Camden raced up the stairs, charged into his apartment, and threw open the door to his bedchamber. She lay prone across his bed, her cheeks in her palms, studying his copy of theWall Street Journal—completely naked. Those legs, that sumptuous bottom, the curvature of her breast squeezed round and tight against the underside of her arm, and all that beautiful hair spilled across her back. Carnal desire, already simmering, exploded in him.
She tilted her head and smiled. “Hullo, Camden.”
He closed the door behind him. “Hullo, Gigi. Fancy seeing you here.”
“Well, you know how it is. Investment opportunities, et cetera, et cetera.”
“Took you long enough,” he growled. “I was about to hire dognappers.”
She licked her teeth. “Am I worth the wait?”

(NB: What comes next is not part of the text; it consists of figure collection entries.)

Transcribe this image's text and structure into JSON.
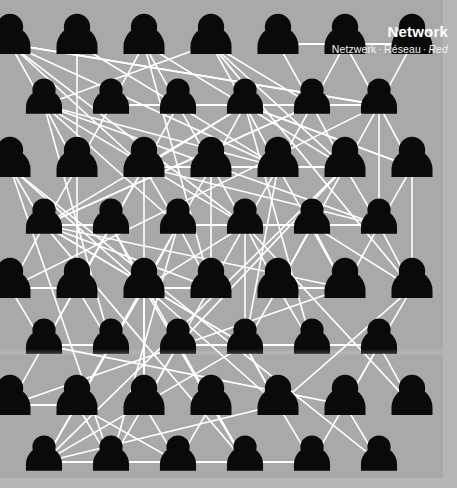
{
  "poster": {
    "title": "Network",
    "subtitle_parts": [
      "Netzwerk",
      "Réseau",
      "Red"
    ],
    "subtitle_separator": "·",
    "subtitle_italic_part": "Red",
    "subtitle_full": "Netzwerk · Réseau · Red"
  },
  "colors": {
    "background": "#a9a9a9",
    "margin": "#b5b5b5",
    "node": "#0a0a0a",
    "edge": "#ffffff",
    "title_text": "#ffffff",
    "subtitle_text": "#f2f2f2"
  },
  "graphic": {
    "type": "node-network",
    "icon_name": "person-icon",
    "row_count": 8,
    "major_row_node_count": 7,
    "offset_row_node_count": 6,
    "total_nodes": 52,
    "rows": [
      {
        "index": 0,
        "y": 44,
        "start_x": 10,
        "spacing": 67,
        "count": 7,
        "scale": 1.0
      },
      {
        "index": 1,
        "y": 105,
        "start_x": 44,
        "spacing": 67,
        "count": 6,
        "scale": 0.88
      },
      {
        "index": 2,
        "y": 167,
        "start_x": 10,
        "spacing": 67,
        "count": 7,
        "scale": 1.0
      },
      {
        "index": 3,
        "y": 225,
        "start_x": 44,
        "spacing": 67,
        "count": 6,
        "scale": 0.88
      },
      {
        "index": 4,
        "y": 288,
        "start_x": 10,
        "spacing": 67,
        "count": 7,
        "scale": 1.0
      },
      {
        "index": 5,
        "y": 345,
        "start_x": 44,
        "spacing": 67,
        "count": 6,
        "scale": 0.88
      },
      {
        "index": 6,
        "y": 405,
        "start_x": 10,
        "spacing": 67,
        "count": 7,
        "scale": 1.0
      },
      {
        "index": 7,
        "y": 462,
        "start_x": 44,
        "spacing": 67,
        "count": 6,
        "scale": 0.88
      }
    ]
  }
}
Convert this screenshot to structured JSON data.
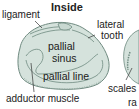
{
  "title": "Inside",
  "labels": {
    "ligament": "ligament",
    "lateral_tooth_1": "lateral",
    "lateral_tooth_2": "tooth",
    "pallial_sinus_1": "pallial",
    "pallial_sinus_2": "sinus",
    "pallial_line": "pallial line",
    "adductor_muscle": "adductor muscle",
    "scales": "scales",
    "partial_label": "ra"
  },
  "colors": {
    "shell_fill": "#d5e2dc",
    "shell_stroke": "#6f8a80",
    "text": "#222222"
  }
}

God above! He could barely remain standing. “You were unspeakably brazen before my guests. I'm afraid you have laid waste to my staid, upstanding reputation.”
“Have I? I'm terribly sorry. I must learn to be a better wife. If only you'd give me a little more practice . . .” She turned onto her back and slid a knuckle across her lower lip. “Won't you come to bed and make me pregnant?”
He was on that bed and inside her in a fraction of a second. She was all hellfire and heavenly suppleness, clutching at him, her legs wrapped tight about him, her unabashed gasps and moans driving him mad with desire.
He shook, shuddered, and convulsed, his vaunted control in pieces as he came endlessly, well on his way to making her pregnant.